As you can just barely make out there above the door, it's called La Grange. 

Le Chat Perché, 10 rue Collège Duvergier, 34000 Montpellier. Open daily 8pm-midnight, last orders 11:30pm. Phone: 04 67 60 88 59. 

La Grange, 30 rue J.J. Rousseau, 34000 Montpellier. Open Mon.-Fri. 11am-3pm, 7pm-8:30pm, later if you resserve. Phone: 04 67 54 68 80. 

3 comments:

  1. The knife rest is called knife rest (porte couteau) it seems. No special word, surprising given how romantic the French are about other culinary matters.
    La Grange was written up in Midi Libre on 19th here http://www.midilibre.com/articles/2010/11/19/PANIER-Cuisine-de-saison-et-d-39-humeur-a-La-Grange-1456766.php5 which may have explained why it was busy.

    ReplyDelete
  2. Thanks to Marie for explaining the odd motto: it's very slangy, and means, approximately, "Fill your stomach and your eyes."

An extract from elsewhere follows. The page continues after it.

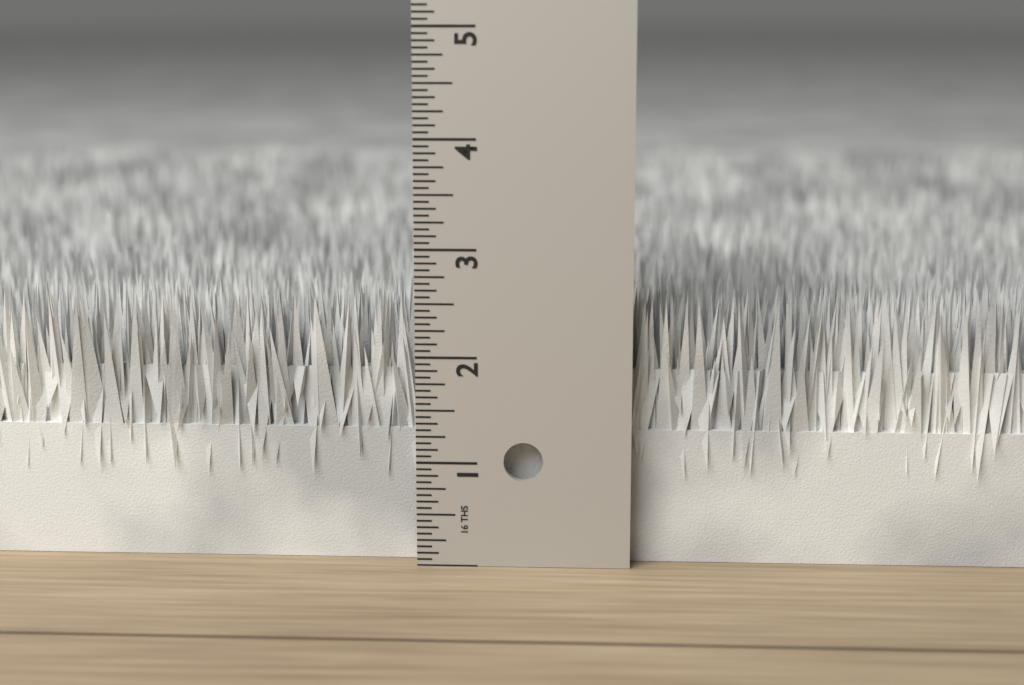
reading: 2.5625 in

    The Midi-Libre article, however, shows M. Foghorn with a woman who's identified as his "companion," so either I'm wrong or they are. Or we're both right, of course.

    ReplyDelete
  3. Here is another take on the motto:

    http://www.expressio.fr/expressions/s-en-mettre-plein-la-lampe.php

    Essentially, "Manger (ou boire) copieusement, à satiété".